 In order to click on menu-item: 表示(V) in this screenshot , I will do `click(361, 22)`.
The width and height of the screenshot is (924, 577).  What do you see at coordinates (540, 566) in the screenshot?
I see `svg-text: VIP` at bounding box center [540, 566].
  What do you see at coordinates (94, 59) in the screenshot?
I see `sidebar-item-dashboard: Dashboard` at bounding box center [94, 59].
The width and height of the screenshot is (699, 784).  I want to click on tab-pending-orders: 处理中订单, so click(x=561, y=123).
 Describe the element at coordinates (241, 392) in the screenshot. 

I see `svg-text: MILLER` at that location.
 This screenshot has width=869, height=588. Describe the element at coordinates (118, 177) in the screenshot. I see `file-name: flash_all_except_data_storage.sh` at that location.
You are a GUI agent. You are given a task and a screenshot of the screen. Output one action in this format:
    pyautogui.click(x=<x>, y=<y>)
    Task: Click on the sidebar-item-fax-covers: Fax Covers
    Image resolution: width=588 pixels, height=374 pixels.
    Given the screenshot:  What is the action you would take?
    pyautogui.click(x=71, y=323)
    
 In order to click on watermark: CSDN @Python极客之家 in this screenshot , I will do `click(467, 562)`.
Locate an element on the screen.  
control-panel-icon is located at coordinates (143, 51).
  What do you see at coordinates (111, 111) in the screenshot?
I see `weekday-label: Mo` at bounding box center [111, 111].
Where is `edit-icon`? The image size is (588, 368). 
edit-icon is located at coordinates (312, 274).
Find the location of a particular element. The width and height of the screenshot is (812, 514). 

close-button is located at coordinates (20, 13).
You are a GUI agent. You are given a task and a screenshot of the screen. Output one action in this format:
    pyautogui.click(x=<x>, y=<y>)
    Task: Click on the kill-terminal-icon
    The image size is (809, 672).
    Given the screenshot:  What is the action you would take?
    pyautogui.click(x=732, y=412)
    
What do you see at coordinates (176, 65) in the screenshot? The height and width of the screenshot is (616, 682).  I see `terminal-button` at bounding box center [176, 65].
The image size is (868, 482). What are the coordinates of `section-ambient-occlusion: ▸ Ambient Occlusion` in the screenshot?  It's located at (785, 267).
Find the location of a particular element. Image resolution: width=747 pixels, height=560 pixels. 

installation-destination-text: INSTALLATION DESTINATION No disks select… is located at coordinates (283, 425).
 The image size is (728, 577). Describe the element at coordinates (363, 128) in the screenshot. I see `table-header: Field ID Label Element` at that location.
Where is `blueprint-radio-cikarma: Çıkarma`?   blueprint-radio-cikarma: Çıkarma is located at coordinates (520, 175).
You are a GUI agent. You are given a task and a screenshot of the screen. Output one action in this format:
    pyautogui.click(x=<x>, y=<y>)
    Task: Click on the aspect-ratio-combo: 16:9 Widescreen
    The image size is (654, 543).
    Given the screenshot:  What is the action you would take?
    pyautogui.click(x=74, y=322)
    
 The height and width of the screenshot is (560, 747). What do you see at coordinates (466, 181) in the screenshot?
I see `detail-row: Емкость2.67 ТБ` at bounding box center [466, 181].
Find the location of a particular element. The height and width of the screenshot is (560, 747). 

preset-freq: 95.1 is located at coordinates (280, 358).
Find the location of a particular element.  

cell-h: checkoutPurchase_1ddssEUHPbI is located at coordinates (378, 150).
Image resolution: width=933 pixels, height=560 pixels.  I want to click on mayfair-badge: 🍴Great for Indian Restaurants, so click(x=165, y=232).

**TASK TO COMPLETE**. The answer must be a word-for-word transcription of every record above.

**TASK RESPONSE**.
 In order to click on menu-item: 表示(V) in this screenshot , I will do `click(361, 22)`.
The width and height of the screenshot is (924, 577).  What do you see at coordinates (540, 566) in the screenshot?
I see `svg-text: VIP` at bounding box center [540, 566].
  What do you see at coordinates (94, 59) in the screenshot?
I see `sidebar-item-dashboard: Dashboard` at bounding box center [94, 59].
The width and height of the screenshot is (699, 784).  I want to click on tab-pending-orders: 处理中订单, so click(x=561, y=123).
 Describe the element at coordinates (241, 392) in the screenshot. 

I see `svg-text: MILLER` at that location.
 This screenshot has width=869, height=588. Describe the element at coordinates (118, 177) in the screenshot. I see `file-name: flash_all_except_data_storage.sh` at that location.
You are a GUI agent. You are given a task and a screenshot of the screen. Output one action in this format:
    pyautogui.click(x=<x>, y=<y>)
    Task: Click on the sidebar-item-fax-covers: Fax Covers
    Image resolution: width=588 pixels, height=374 pixels.
    Given the screenshot:  What is the action you would take?
    pyautogui.click(x=71, y=323)
    
 In order to click on watermark: CSDN @Python极客之家 in this screenshot , I will do `click(467, 562)`.
Locate an element on the screen.  
control-panel-icon is located at coordinates (143, 51).
  What do you see at coordinates (111, 111) in the screenshot?
I see `weekday-label: Mo` at bounding box center [111, 111].
Where is `edit-icon`? The image size is (588, 368). 
edit-icon is located at coordinates (312, 274).
Find the location of a particular element. The width and height of the screenshot is (812, 514). 

close-button is located at coordinates (20, 13).
You are a GUI agent. You are given a task and a screenshot of the screen. Output one action in this format:
    pyautogui.click(x=<x>, y=<y>)
    Task: Click on the kill-terminal-icon
    The image size is (809, 672).
    Given the screenshot:  What is the action you would take?
    pyautogui.click(x=732, y=412)
    
What do you see at coordinates (176, 65) in the screenshot? The height and width of the screenshot is (616, 682).  I see `terminal-button` at bounding box center [176, 65].
The image size is (868, 482). What are the coordinates of `section-ambient-occlusion: ▸ Ambient Occlusion` in the screenshot?  It's located at (785, 267).
Find the location of a particular element. Image resolution: width=747 pixels, height=560 pixels. 

installation-destination-text: INSTALLATION DESTINATION No disks select… is located at coordinates (283, 425).
 The image size is (728, 577). Describe the element at coordinates (363, 128) in the screenshot. I see `table-header: Field ID Label Element` at that location.
Where is `blueprint-radio-cikarma: Çıkarma`?   blueprint-radio-cikarma: Çıkarma is located at coordinates (520, 175).
You are a GUI agent. You are given a task and a screenshot of the screen. Output one action in this format:
    pyautogui.click(x=<x>, y=<y>)
    Task: Click on the aspect-ratio-combo: 16:9 Widescreen
    The image size is (654, 543).
    Given the screenshot:  What is the action you would take?
    pyautogui.click(x=74, y=322)
    
 The height and width of the screenshot is (560, 747). What do you see at coordinates (466, 181) in the screenshot?
I see `detail-row: Емкость2.67 ТБ` at bounding box center [466, 181].
Find the location of a particular element. The height and width of the screenshot is (560, 747). 

preset-freq: 95.1 is located at coordinates (280, 358).
Find the location of a particular element.  

cell-h: checkoutPurchase_1ddssEUHPbI is located at coordinates (378, 150).
Image resolution: width=933 pixels, height=560 pixels.  I want to click on mayfair-badge: 🍴Great for Indian Restaurants, so click(x=165, y=232).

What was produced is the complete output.